Gísli Pálsson,
"Hot Bodies in Cold Zones: Arctic Exploration"
(page 6 of 7)
"Accelerated Metabolism"
An early article by Stefansson—"Temperature Factor in Determining
the Age of Maturity Among the Eskimos" (1920), a "bizarre" article, in
Vanast's view (2007: 109, N.13)—may provide important clues about his
troubled relation to intimacy. While Stefansson's article has the
appearance of a scientific discussion of the factors affecting maturity
and the problems of evidence, there may be a personal undertone relating
to his own involvement with the Inuit. It is worth citing Stefansson at
some length.
For one thing, Stefansson observes that "it is seldom possible to get
a reliable estimate of how old a person is unless his birth can be
checked up by comparison with some known visit of an explorer or whaling
vessel or some event of that sort" (1920: 669). The Inuit themselves, he
suggests, do not take any interest in their own age and, as a result,
the only reliable records are those assembled by missionaries. He adds,
though, that he himself has "had a chance to observe a considerable
number of Eskimos through a period of ten years, and in many cases . . . it
has been possible to check up the age correctly . . ." (1920: 669).
Having outlined the problems of ascertaining age, Stefansson goes on
to explore women's reproduction: it is "not rare among Eskimo women that
they have their first child at the age of 12; and children born before
the mothers were 11 have been recorded in places where the age of the
mother can be in no doubt, because of the fact that her birth had been
recorded by a resident missionary" (1920: 669). To Stefansson this is
surprising given current assumptions about the correlation between
environmental conditions and maturity: "If it be supposed that early
maturity in such a country as Sicily is due to the direct effect of heat
upon the body, in some such way as when heat brings early maturity to
flies cultivated under experimental conditions, then we see that on this
theory the Eskimo has every reason to mature about as early as the
Sicilian" (1920: 669-670). Why, then, would Inuit girls growing up in
the cold and barren arctic mature at the speed of Italian women and
experimental flies exposed to extreme heat?

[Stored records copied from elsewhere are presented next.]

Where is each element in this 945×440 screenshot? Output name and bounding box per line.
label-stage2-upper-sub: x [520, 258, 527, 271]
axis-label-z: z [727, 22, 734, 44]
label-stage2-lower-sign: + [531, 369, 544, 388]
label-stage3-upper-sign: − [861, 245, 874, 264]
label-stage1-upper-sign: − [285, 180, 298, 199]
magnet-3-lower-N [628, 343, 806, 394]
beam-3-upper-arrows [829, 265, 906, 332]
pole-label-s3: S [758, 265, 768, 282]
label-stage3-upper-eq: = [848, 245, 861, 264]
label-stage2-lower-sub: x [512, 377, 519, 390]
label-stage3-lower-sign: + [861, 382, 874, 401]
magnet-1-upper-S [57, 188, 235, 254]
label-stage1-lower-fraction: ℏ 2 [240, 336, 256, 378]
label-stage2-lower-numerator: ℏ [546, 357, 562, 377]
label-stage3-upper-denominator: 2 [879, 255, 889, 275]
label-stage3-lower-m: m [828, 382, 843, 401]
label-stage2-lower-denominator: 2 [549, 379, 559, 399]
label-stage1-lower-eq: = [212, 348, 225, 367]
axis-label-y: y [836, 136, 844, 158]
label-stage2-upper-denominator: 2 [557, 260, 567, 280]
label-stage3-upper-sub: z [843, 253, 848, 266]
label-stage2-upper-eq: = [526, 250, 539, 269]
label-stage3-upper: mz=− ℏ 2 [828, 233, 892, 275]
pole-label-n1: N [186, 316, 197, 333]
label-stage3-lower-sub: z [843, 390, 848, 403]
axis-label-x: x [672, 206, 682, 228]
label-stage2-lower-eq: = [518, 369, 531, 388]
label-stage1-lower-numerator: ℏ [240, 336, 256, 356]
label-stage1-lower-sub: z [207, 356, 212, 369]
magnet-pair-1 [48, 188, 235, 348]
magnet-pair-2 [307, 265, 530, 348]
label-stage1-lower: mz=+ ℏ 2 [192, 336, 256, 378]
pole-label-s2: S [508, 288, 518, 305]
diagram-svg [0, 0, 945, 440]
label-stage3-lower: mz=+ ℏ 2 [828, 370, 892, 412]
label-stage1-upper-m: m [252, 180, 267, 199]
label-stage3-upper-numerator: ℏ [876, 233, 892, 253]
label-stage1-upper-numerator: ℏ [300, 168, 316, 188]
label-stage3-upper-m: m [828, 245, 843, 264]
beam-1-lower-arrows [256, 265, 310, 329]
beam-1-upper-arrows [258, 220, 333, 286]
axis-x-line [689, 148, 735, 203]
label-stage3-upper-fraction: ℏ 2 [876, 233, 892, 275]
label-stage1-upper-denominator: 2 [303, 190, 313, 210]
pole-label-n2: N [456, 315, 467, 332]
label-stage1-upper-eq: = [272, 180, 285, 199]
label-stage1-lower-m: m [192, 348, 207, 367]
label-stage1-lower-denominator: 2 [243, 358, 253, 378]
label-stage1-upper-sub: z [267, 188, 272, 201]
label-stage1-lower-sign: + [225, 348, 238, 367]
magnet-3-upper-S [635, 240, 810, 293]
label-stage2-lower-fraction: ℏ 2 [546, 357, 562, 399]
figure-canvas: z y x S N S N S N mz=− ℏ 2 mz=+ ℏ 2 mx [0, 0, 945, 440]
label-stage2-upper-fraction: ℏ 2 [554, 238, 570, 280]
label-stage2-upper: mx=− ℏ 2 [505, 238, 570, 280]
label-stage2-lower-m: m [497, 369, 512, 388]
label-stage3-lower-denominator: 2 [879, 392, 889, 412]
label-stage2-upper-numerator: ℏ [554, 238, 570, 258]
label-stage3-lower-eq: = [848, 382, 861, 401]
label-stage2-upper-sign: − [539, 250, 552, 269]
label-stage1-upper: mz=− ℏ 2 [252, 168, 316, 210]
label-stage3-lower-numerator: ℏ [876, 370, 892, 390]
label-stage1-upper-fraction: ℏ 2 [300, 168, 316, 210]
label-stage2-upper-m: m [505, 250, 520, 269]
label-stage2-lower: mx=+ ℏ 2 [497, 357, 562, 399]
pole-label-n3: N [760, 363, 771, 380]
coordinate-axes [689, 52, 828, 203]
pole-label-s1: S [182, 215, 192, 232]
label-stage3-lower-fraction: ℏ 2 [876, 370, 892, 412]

The answer to the apparent puzzle is relatively simple. On the one
hand, Inuit clothing provides solid insulation, much like, perhaps, the
outfits of astronauts traveling in outer space: "When an Eskimo is well
dressed, his two layers of fur clothing imprison the body heat so
effectively that the air in actual contact with his skin is always at
the temperature of a tropical summer" (1920: 669). On the other hand,
Inuit dwellings provide conditions comparable to southern contexts: ". . .
to all intents and purposes the typical Eskimo in the country known to
me lives under tropical or subtropical conditions. During the winter of
1906-1907 I recorded the estimate that the average temperature within
doors of the Eskimo house in which I lived at the mouth of the Mackenzie
River was a good deal above 80 F., and frequently rose to 90 F."
(Stefansson 1920: 669). Sometimes, Stefansson goes on, Inuit dwellings
are too hot for clothing: "When an Eskimo comes into such a house as the
one in which I lived in 1906-1907, he strips off all clothing
immediately on entering, except his knee breeches, and sits naked from
the waist up and from knee down" (1920: 670). Stefansson suggests there
is a gender difference in terms of maturity: "The effect of the
overheated houses is more direct among the Eskimos on the women than on
the men, for they remain indoors a larger part of the winter" (1920:
670).
Stefansson thus concludes that Inuit contexts produce "locally within
doors the same conditions that may be supposed to accelerate the
metabolism of a dweller under the tropical sun" (1920: 670). Drawing,
again, upon the parallel of laboratory experiments, he continues: "When
flies are being experimented on in an incubator, the same results would
presumably be arrived at in Africa and Norway if the temperature within
both incubators is kept between 80 and 90 F. . . . Why may not the same
apply to human beings, the incubators in the case of the flies being
replaced by the houses and cold-proof clothes in the case of the
Eskimo?" (1920: 670). In sum, Stefansson's subtext seems to be that,
given the conditions of the "friendly Arctic" he liked to talk about
(1921), Inuit girls were by nature sexually available from an early age,
much earlier than normally proclaimed in the contemporary West. Assuming
that Vanast's reading of the circumstantial evidence he amasses to
underline Stefansson's intimate involvement with the young Nogasak is a
valid one, Stefansson's developmental speculations, while "scientific"
in tone, may have helped to suppress his own guilt.